Washington – The circus surrounding the Supreme Court health care arguments this week will begin before dawn Monday.
Demonstrators will be gathering around the Supreme Court steps. Nearby, assembled radio talk show hosts will be broadcasting live starting at 6 a.m. Civilians will be lined up, hoping for precious spots inside. Later, politicians will stroll in to claim reserved seats.
The center ring, of course, should remain dignified, even as justices shortly after 10 a.m. commence the most anticipated oral arguments in years. And by the time arguments end Wednesday, spectators should know more about whether the court believes the Obama administration’s signature health care law exceeds Congress’s constitutional authority to regulate commerce.
“The Supreme Court and the nation have been wrestling with what the Commerce Clause means for more than 200 years,” Senate Minority Leader Mitch McConnell, R-Ky., said Friday.
The six hours’ worth of arguments will be a high-wire act neither seen nor, frankly, fully understood by most voters. Although Chief Justice John Roberts Jr. agreed to release transcripts and audio recordings early, he rejected pleas for television cameras.
Monday, moreover, starts with a technical argument about whether the lawsuits can even proceed because the 1867 Anti-Tax Injunction Act prohibits lawsuits against taxes until they have been imposed.
The Monday argument may do little to clarify public understanding of the 2,700-page health care law and its current status. More than four in 10 U.S. residents surveyed this month mistakenly think the Supreme Court has already struck down the law or are unsure whether the court has acted, a Kaiser Family Foundation poll found.
Among motivated advocates and political professionals, though, the oral arguments are a prime opportunity for spectacle.
Starting early Monday, more than two dozen talk show hosts supporting the law will form a “Radio Row,” conducting programs at the United Methodist Center a block from the court. Interest groups backing the law will hold daily morning news conferences, featuring doctors, nurses, patients and others.
Groups opposing the law also plan action. Americans for Prosperity, a conservative group, is organizing a “Hands Off My Health Care” rally at a park near the court Tuesday. They will bus in backers from all over, and speakers will include former Republican presidential candidate Michele Bachmann as well as Republican Sens. Jim DeMint of South Carolina, Pat Toomey of Pennsylvania and Rand Paul of Kentucky.
Demonstrators pro and con are expected at a grassy park across the street from the court, while politicians of all stripes have sought to prepare the ground in recent days.
Agriculture Secretary Tom Vilsack, for instance, touted health care reform for rural residents. Democratic lawmakers like Rep. Lois Capps of California praised, as Capps put it, “health reform benefits for young people on the Central Coast,” while House Democratic leaders on Thursday paraded citizens before a press conference to tell stories how the law has helped them.
House Speaker John Boehner of Ohio, on the flip side, put out a YouTube video promoting the number of times the Republican-controlled House has voted to repeal some or all of the health care bill. Conservative Republicans assailed the law at a news conference.
“Keep your hands off our health care and our Constitution,” said Rep. Steve King of Iowa.
House GOP leaders also carefully timed a Thursday health care-related vote for maximum possible attention. The House voted 223-181 to repeal a major part of the law, the creation of a special panel to help control Medicare costs. The bill is expected to go nowhere in the Senate, but that’s politically irrelevant. The Republicans’ main point was to underscore their opposition.
“The bottom line is this: This health care law is a mess,” McConnell said. “And the American people don’t want it. … When it comes to the cost of health care, this law makes matters worse.”
Democrats, in turn, are happy to join the debate.
“In two short years, virtually every man, woman and child in America will have access to health insurance they can afford and the vital care they need,” said Senate Majority Leader Harry Reid of Nevada.
The lead-up has given legal advocates, too, a chance to spin reporters and promote their own causes.
On Wednesday, for instance, the Sacramento, Calif.-based Pacific Legal Foundation held a telephone briefing with reporters to elaborate on the multiple briefs the conservative group has filed. That same day, the Republican Governors Association sponsored its own preview. At week’s end, the libertarian-leaning Cato Institute followed suit.
The most closely watched argument, which takes place Tuesday afternoon, is whether Congress exceeded its constitutional authority with the health care law’s requirement that most individuals either buy insurance or pay a fee.
The court’s nine justices will separately be deciding whether Congress can use the threat of withholding money to coerce states into expanding Medicaid coverage.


**WHAT THIS TASK INVOLVES:**
Look through the entries below and report every line that has "pixels".
━━━━━ DATA FOR PROCESSING ━━━━━
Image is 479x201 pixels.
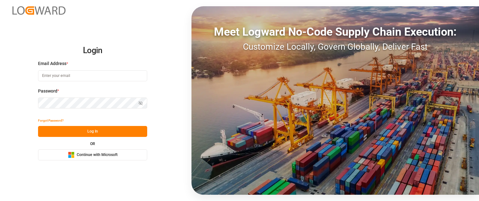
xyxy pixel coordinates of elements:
[77,152,118,158] span: Continue with Microsoft
[38,88,57,94] span: Password
[12,6,66,15] img: Logward_new_orange.png
[38,60,66,67] span: Email Address
[38,115,64,126] button: Forgot Password?
[90,142,95,145] small: OR
[38,126,147,137] button: Log In
[38,149,147,160] button: Continue with Microsoft
[38,70,147,81] input: Enter your email
[192,23,479,40] div: Meet Logward No-Code Supply Chain Execution:
[192,40,479,53] div: Customize Locally, Govern Globally, Deliver Fast
[38,41,147,61] h2: Login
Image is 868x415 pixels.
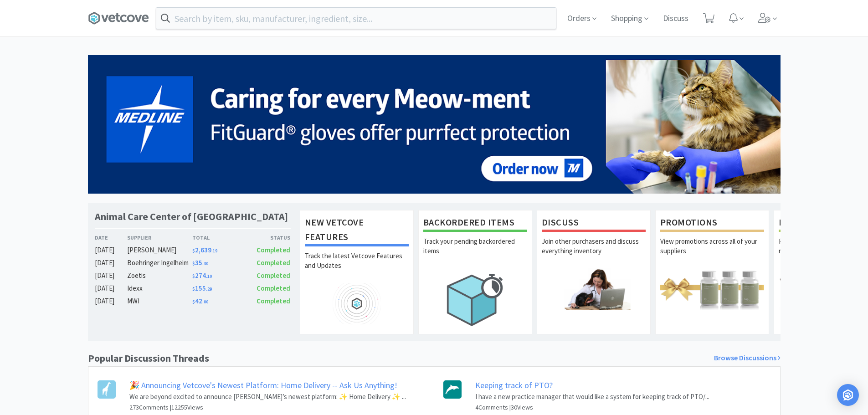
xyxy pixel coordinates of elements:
━━━━━
**EXERCISE SOLUTION:**
Image is 479x201 pixels.
Image is 868x415 pixels.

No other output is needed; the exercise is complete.